Rhimes’ gift arrives at a moment when the United States is fiercely debating how — or whether — to teach young people about the history of racist violence. Book bans, attacks on diversity programs and efforts to limit discussions of systemic racism in schools have all intensified in recent years.

In that context, the acquisition of a lynching site through private philanthropy raises both hopeful and uneasy questions.

On one hand, the Rhimes Family Foundation’s investment offers an example of how wealthy donors can support grassroots, community-driven institutions rather than imposing their own narratives. ETIC has been doing the slow work of truth-telling and reconciliation in Tallahatchie County for nearly twenty years. Rhimes is stepping into an existing movement, not inventing one.

On the other hand, the very fact that a civil-rights site as significant as the Till barn had to be “rescued” through a private fundraising campaign underscores the gaps in public will. The barn is not currently part of the official Emmett Till and Mamie Till-Mobley National Monument, though ETIC expects to coordinate closely with the National Park Service.

Davis Houck, director of the Emmett Till Archives at Florida State University, has described the privately funded purchase as a “most generous gift — to the community of Drew, to the state of Mississippi, and ultimately to the entire nation.” At the same time, he and others note that relying on philanthropy to secure truth-telling sites is inherently precarious.

Writer Wright Thompson, whose article first caught Rhimes’ attention and who later published the book The Barn: The Secret History of a Murder in Mississippi, frames it in terms of land. In the Delta, he argues, history is told — and erased — through who owns the fields, barns and houses: “Who owns it, who farms it, who lived and died on it, whose ghost is trapped in it.” Rhimes’ gift, he said, means “the dirt has been reclaimed, and once reclaimed, the slow process of cleaning the blood from it can begin.”

The barn outside Drew is still quiet. For now, there are no ticket booths, no glossy exhibits. But even in its present state, the building holds a different charge: it is no longer just a private structure where a crime took place, but a public site of conscience.

When it opens by 2030, visitors will be able to stand where Emmett Till stood, to feel the claustrophobic darkness described by students and historians who have been inside.
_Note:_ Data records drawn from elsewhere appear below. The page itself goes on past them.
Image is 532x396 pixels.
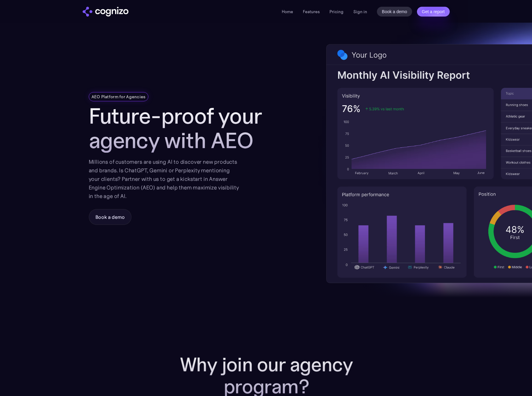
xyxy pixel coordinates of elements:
[417,7,450,17] a: Get a report
[377,7,412,17] a: Book a demo
[353,8,367,15] a: Sign in
[303,9,320,15] a: Features
[92,93,146,100] div: AEO Platform for Agencies
[89,209,131,225] a: Book a demo
[89,158,239,200] div: Millions of customers are using AI to discover new products and brands. Is ChatGPT, Gemini or Per...
[96,213,125,221] div: Book a demo
[282,9,293,15] a: Home
[89,104,278,153] h1: Future-proof your agency with AEO
[83,7,129,17] img: cognizo logo
[83,7,129,17] a: home
[329,9,344,15] a: Pricing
They will arrive in a country where the photograph of his mutilated body, once published in Jet and the Chicago Defender, circulates on smartphones; where John Lewis’s description of Emmett Till as “my George Floyd” resonates in the wake of new videos of police killings.

What they encounter at the barn will depend on decisions being made now — by local residents, by the Till family, by educators, by the small staff of the Emmett Till Interpretive Center, and yes, by donors like Shonda Rhimes whose money can change what is possible.

Rhimes, for her part, has framed her involvement not as an act of celebrity rescue, but as a responsibility grounded in her vocation. She makes her living telling stories about power, justice and the lives of Black people onscreen. Here, in the Mississippi Delta, she is helping to ensure that one of the most important stories in American history can never again be pushed offstage.

The barn will never be just a barn again. It will be a place where the country comes to ask itself the questions ETIC poses in its own materials: How far have we come? How much work remains? And what does it mean, in this moment, to refuse erasure — to insist, as Mamie Till-Mobley once did when she ordered her son’s casket opened, that the world must see?